The Germans used to moan about the burden of keeping the eastern hordes at bay, but now they are terrified of handing over control. On 27 October Austria, Greece and Italy are to become full members of the Schengen club, inheriting the task of stemming the flow of undesirable goods and people.
The lorries will make their last pit stop hundreds of miles east and south, along Austria's border with the Czech Republic, Slovakia, Hungary and Slovenia. Lindau will become a deserted chicane.
The Germans, having watched their Austrian colleagues closely, are not sure that's such a good idea. They point out that while it takes three years to teach a German border guard how to "sniff out" heroin, the Austrians get only a few days' training before being thrown in at the deep end.
According to the German press, the Austrian border is like Swiss cheese. Anecdotes, or maybe urban myths, are circulating in Bavaria about Austrian hairdressers being hastily drafted in to man the barriers. The Independent spotted no scissors at Lindau , only an Austrian guard who seemed too young to be entrusted with anything other than a shampoo.
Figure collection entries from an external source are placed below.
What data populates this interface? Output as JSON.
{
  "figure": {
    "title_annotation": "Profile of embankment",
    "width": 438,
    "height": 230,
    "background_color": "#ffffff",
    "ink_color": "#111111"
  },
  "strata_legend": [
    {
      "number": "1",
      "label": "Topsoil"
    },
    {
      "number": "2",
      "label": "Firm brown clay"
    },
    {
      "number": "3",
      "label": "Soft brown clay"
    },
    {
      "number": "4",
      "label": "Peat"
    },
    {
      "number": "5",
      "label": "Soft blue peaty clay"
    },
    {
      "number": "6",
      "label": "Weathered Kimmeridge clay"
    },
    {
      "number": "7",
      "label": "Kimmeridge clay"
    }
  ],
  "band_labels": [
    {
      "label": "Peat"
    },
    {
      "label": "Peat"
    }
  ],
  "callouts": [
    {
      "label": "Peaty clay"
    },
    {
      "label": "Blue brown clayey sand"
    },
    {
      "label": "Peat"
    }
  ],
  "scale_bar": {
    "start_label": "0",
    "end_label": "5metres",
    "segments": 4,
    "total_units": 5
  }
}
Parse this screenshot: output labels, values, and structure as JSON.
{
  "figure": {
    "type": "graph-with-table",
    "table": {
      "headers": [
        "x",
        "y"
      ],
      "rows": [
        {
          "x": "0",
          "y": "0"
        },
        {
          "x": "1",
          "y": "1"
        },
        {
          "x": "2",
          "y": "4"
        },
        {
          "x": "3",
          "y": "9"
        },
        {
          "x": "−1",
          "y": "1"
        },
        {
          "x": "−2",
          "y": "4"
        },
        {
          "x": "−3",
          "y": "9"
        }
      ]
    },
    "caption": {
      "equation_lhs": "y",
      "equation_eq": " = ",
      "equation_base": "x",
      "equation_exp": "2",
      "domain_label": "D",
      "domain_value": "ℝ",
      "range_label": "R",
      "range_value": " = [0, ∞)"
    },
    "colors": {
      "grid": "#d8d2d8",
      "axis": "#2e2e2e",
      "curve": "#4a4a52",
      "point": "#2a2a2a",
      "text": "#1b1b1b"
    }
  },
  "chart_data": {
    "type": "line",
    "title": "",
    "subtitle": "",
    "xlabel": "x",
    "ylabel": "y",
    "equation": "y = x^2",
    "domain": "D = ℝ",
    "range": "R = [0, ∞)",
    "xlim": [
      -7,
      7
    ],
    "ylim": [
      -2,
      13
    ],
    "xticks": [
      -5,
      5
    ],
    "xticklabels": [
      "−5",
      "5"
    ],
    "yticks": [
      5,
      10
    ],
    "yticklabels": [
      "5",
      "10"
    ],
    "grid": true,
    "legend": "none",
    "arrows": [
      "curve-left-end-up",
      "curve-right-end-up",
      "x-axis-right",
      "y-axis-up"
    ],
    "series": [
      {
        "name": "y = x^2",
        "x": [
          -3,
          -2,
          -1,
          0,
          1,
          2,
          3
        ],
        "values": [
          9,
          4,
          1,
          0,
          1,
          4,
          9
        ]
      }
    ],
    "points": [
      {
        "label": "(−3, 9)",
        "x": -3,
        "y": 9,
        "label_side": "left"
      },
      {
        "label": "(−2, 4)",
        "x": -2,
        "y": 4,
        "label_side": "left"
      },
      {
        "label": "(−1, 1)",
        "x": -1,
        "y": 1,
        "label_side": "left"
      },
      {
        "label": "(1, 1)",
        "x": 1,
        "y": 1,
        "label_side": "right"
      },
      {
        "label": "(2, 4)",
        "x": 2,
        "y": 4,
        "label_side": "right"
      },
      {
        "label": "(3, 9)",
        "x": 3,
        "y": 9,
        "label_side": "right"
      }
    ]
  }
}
"We are fully trained officers," says Peter Durdak of the Bavarian border police. "We have decades of experience which the Austrians do not have." To put it bluntly, Austria is "not up to Schengen standards". That's not to say that the Austrians are shambolic. Given time, say three years, their people might become nearly as "effective and efficient" as the Bavarian officers.
They are trying very hard. Last month, Bavarian guards caught within the space of three days two lorries packed with illegal immigrants: 50 Kurds in one consignment and 40 Kosovo Albanians in the other. Both had been checked and waved through by the Austrians.
Vienna reacted to that embarrassment by supplying its troops with devices which try to detect an illicit human cargo through its carbon dioxide emission around the vehicle. They have not caught anybody yet, but their thorough searches have resulted in 12-hour queues at the border.
There is, understandably, not much love lost between the two forces as the Bavarians step up their verbal assault on their demoralised cousins. "It's not that we want to play the teacher and tell our neighbours what to do," says Michael Ziegler of the Bavarian Interior Ministry. "But Austria has no specific border force, and it takes time to set one up."
Munich's solution, likely to be vigorously backed by the German government at the next Schengen meeting in Brussels, is to postpone the handover until the year 2000. Austria would be fobbed off with control over the Vienna-Munich air corridor in the interim.
As for the credentials of the other two applicants, the prospect of Greece controlling Asian traffic does not bear thinking about, and Italy is equally dubious.
"If Italy were in Schengen, the Albanians who have been landing in Brindisi in recent weeks would have an open road to Munich or Hamburg," Mr Ziegler points out. "The question must be asked: `Can Italy cope with the one million illegal immigrants already living there?'" In the absence of a reassuring answer, Lindau looks set to remain the end of the Schengen road for some time.